* Source records:
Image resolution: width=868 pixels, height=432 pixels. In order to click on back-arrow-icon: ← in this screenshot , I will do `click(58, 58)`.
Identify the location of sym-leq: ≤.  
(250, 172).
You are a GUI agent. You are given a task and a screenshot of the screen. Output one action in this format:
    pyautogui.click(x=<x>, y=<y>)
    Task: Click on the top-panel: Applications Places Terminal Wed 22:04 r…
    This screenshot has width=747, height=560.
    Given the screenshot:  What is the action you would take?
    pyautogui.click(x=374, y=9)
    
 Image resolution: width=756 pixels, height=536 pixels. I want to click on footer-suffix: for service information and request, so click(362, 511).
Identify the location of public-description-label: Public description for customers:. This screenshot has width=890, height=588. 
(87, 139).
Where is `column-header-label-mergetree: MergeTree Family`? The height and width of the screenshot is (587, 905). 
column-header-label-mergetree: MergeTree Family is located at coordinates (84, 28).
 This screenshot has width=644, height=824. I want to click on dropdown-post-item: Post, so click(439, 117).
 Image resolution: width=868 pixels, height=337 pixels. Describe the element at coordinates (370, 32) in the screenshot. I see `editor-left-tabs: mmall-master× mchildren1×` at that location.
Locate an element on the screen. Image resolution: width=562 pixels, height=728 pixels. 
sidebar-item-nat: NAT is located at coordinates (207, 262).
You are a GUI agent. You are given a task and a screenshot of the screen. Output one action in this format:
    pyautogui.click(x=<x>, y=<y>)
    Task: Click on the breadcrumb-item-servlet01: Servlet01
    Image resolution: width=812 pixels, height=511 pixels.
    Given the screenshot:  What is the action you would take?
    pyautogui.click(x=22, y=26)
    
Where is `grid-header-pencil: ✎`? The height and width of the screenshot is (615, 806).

* Task objective:
What you write must be the entries restated word for word, from the opening line through the one holding "Task: Click on the top-panel: Applications", with nothing else.

* Answer to the exercise:
Image resolution: width=868 pixels, height=432 pixels. In order to click on back-arrow-icon: ← in this screenshot , I will do `click(58, 58)`.
Identify the location of sym-leq: ≤.  
(250, 172).
You are a GUI agent. You are given a task and a screenshot of the screen. Output one action in this format:
    pyautogui.click(x=<x>, y=<y>)
    Task: Click on the top-panel: Applications Places Terminal Wed 22:04 r…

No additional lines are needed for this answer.